Excerpts: “Among America’s 350 largest firms, average CEO earnings in 2018 was $17.2 million, 278 times average earnings. In 1965 the ratio was only 20 to 1” (p. 52).
“When meritocracies are unequal, as is the case in the US today, with vast rewards for successfully identified merit–passing exams, promotions, making partner, speculating successfully, or getting elected–the rewards are paid not only for ability and virtue but also for cheating and for abandoning long-held ethical constraints that are seen as impediments to success” (p. 55).
“With globalization, changing technology, rising healthcare costs of employees, and the shift from manufacturing to services, firms shed less educated labor, first blacks and then less educated whites” (p. 69).
“It is impossible to understand drug use without understanding the environments in which users live, and how those environments are treating them and have treated them in the past” (p. 123).
“At a time when the American military was bombing the opium supply in Helmand province in Afghanistan, Johnson & Johnson was legally growing the raw material for the nation’s opioid supply in Tasmania” (p. 125).

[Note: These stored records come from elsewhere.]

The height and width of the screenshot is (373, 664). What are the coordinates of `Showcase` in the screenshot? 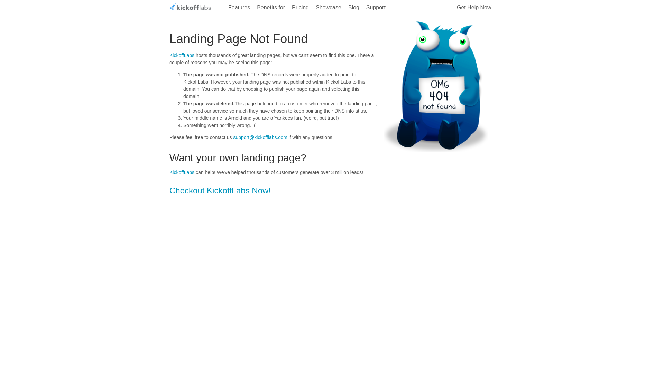 It's located at (329, 8).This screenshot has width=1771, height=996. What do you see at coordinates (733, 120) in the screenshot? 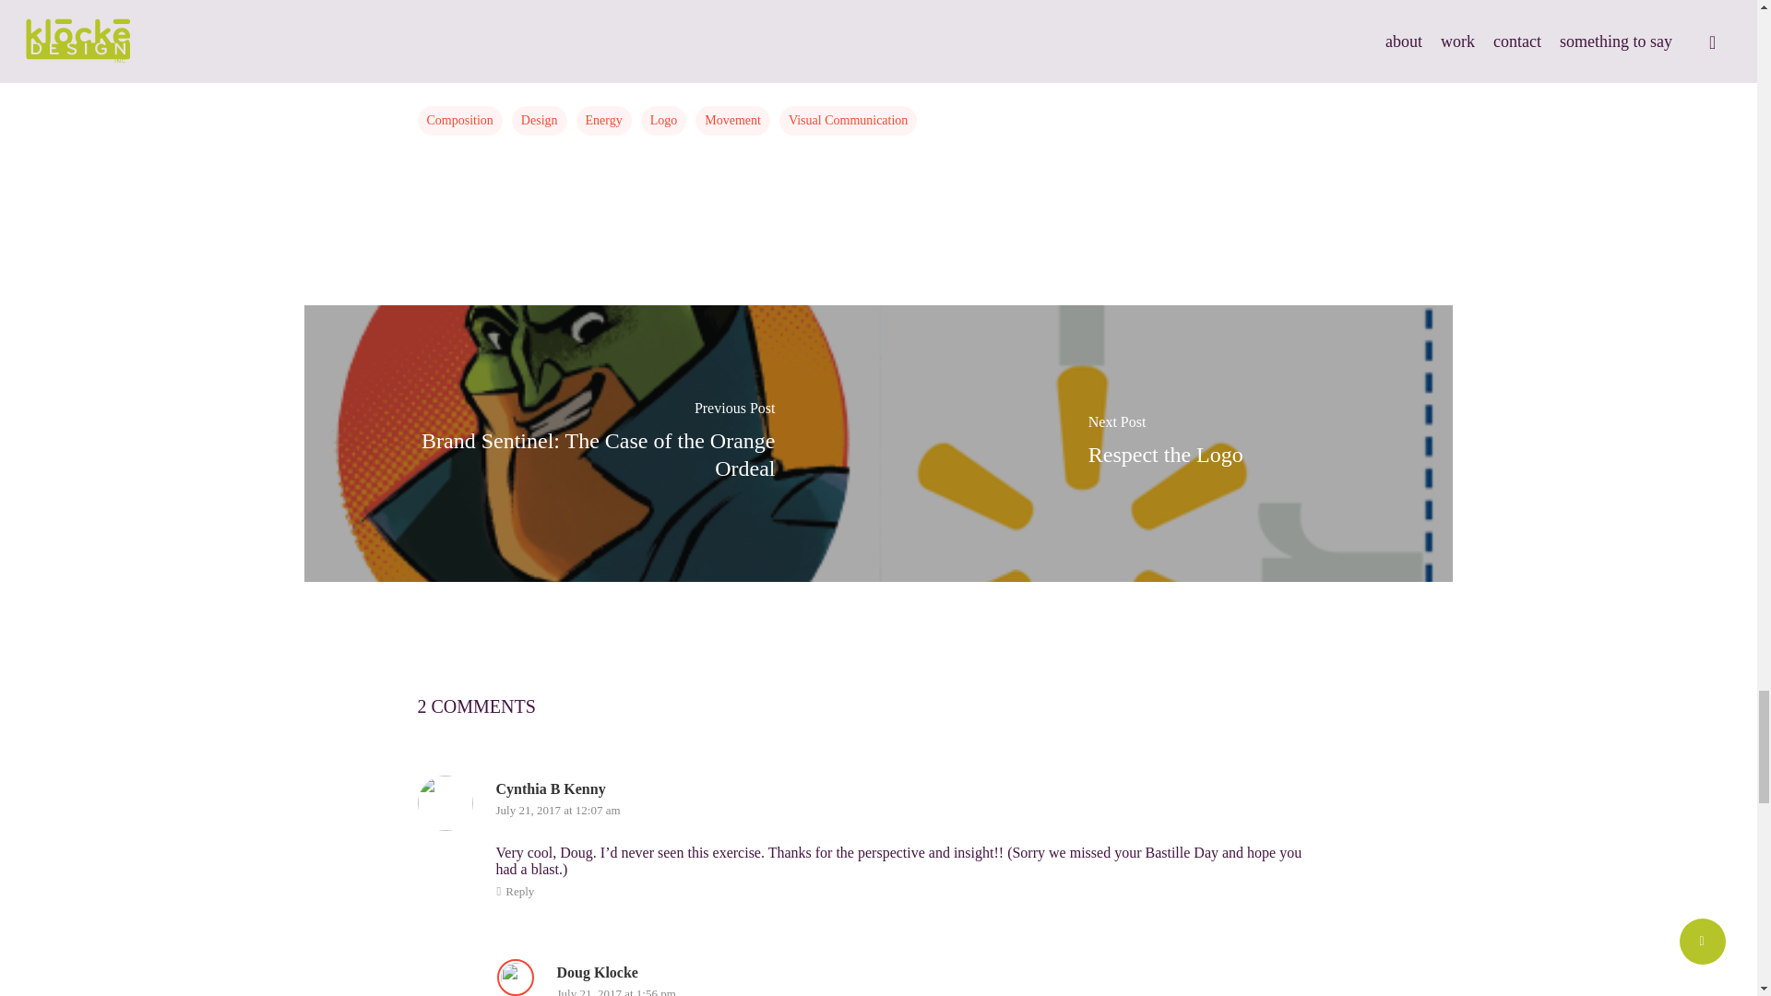
I see `Movement` at bounding box center [733, 120].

“After the crash, when so many ordinary people lost so much, including their jobs and their homes, the bankers continued to be rewarded and went unpunished, and politicians continued to protect them. Capitalism began to look more like a racket for redistributing upward than an engine of general prosperity” (p. 147).
“As Bertrand Russell once noted, among the strongest advocates that the poor should work more are the idle rich, who have never done any” (p. 163).
“The gulf between the less and the more educated has widened, not only in the labor market but also in marriage, in child rearing, in religion, in social activities, and in participation in the community” (p. 167).
“Doctors numbers are held down by limiting the number of places in medical schools, at the behest of doctors’ groups and Congress, and by making it difficult for foreign doctors to practice in the US” (p. 197).
“The American experience needs an American explanation. The difficulties of globalization and automation are real enough, and the decline of the working class in America would not have happened without them, but it is American institutions–such a healthcare–and the way that they shaped America’s response to the challenges that caused the problems, not the challenges themselves” (p. 222-223).
“The exorbitant price of health insurance has caused firms to shed workers; this is not a natural disaster but rather one based on rent-seeking, politically protected profiteering, and weak enforcement of antitrust in the healthcare sector” (p. 229).
“It is not possible for an unregulated market to provide a socially acceptable degree of coverage; as Kenneth Arrow noted long ago, ‘The laissez-faire solution for medicine is intolerable.’ Some amount of compulsion is required, as are subsidies for those who cannot pay. Reforms that deny those facts are doomed” (p. 248).
“The fundamental problem is unfairness, that the great wealth at the top is seen as ill-gotten in a system that gives no chance to many” (p. 261).
Case, Anne and Deaton, Angus (2020). Deaths of Despair and the Future of Capitalism. Princeton University Press, New Jersey.